Painting by Grant Devolson Wood (1891 - 1942) "American Gothic"

2. Sources of inspiration for the artist were memories of childhood spent in the rural outback, as well as family albums with photographs in the Victorian spirit. The glasses of the man, the apron and brooch of the woman depicted in the painting were old-fashioned. The artist painted them after the example of those worn by his parents, who, like other inhabitants of the American provinces, were the heirs of the Puritan pioneers.

3. Models for the painting were 62-year-old dentist artist Byron McKeebee and his 30-year-old daughter Nan Wood Graham, although many believe that they were husband and wife. The dentist agreed to pose by chance and only on the condition that no one recognizes him, “I like your face,” the artist once told him. “It’s all like long straight lines,” but in the end, Wood did not keep his promise.

4. The scene depicted in the painting has never been in reality. The artist painted sketches from the models separately.

5. The picture not only won the competition, but also caused a great public outcry when several newspapers published it at once. The newspapers received a lot of letters and responses, often negative. “I advise you to hang this portrait in one of our good Iowa cheese factories,” Mrs. Earl Robinson, the farmer’s wife, ironically, in a letter to the Des Moines Register newspaper. “The expression on this woman’s face will definitely sour milk.” “I would like this envious lady (the author of the letter) to send me her photograph,” Nan Wood Graham did not remain in debt. "I already know where I'm going to put it..." The people of Iowa were unhappy with the way they were portrayed.

6. The carpenter's gothic house shown in the picture was built in Eldon, Iowa, in 1881-1882. This style was nicknamed Gothic for its use of neo-Gothic Victorian motifs. The red barn never existed in reality, the artist depicted it as a memory of his childhood, such a barn was painted on a cabinet made by the artist's father.

7. In the picture repeatedly - on the overalls and on the man's shirt, on the window frames, on the plant in the background, the drawing of the villas is repeated.

8. Grant Wood studied Northern Renaissance painting in Munich, which had a strong influence on his work.

9. The woman in the picture has one curl knocked out.

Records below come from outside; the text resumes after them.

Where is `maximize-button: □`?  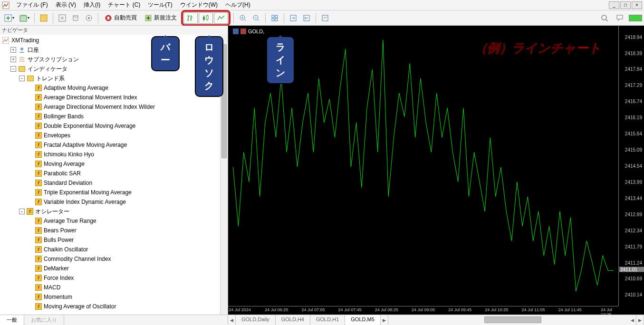
maximize-button: □ is located at coordinates (625, 5).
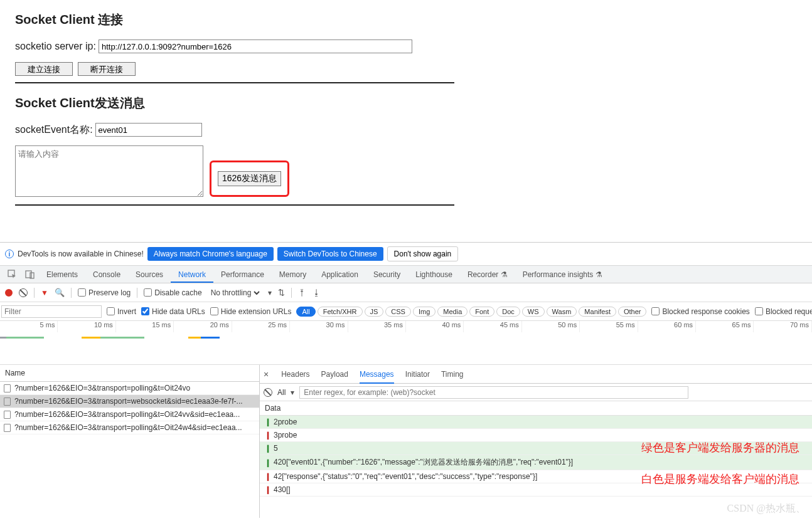 The height and width of the screenshot is (521, 812). I want to click on type-pill-manifest: Manifest, so click(597, 312).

In one of his letters, the artist wrote: "I let one strand break out to show, in spite of everything, the humanity of the character."

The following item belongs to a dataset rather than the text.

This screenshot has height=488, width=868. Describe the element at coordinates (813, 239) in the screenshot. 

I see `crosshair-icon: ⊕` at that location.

10. The son of rural workers in the Midwest, Wood said that he did not put into his plan either an ominous subtext or satire on the provincials, which critics and the public saw in the work: “I did not write satire,” Wood explained, surprised by the interpretations. “I tried to portray these people as they were to me in the life I knew.” But no matter how the picture was interpreted, it became a symbol of the typical American way of life of that time.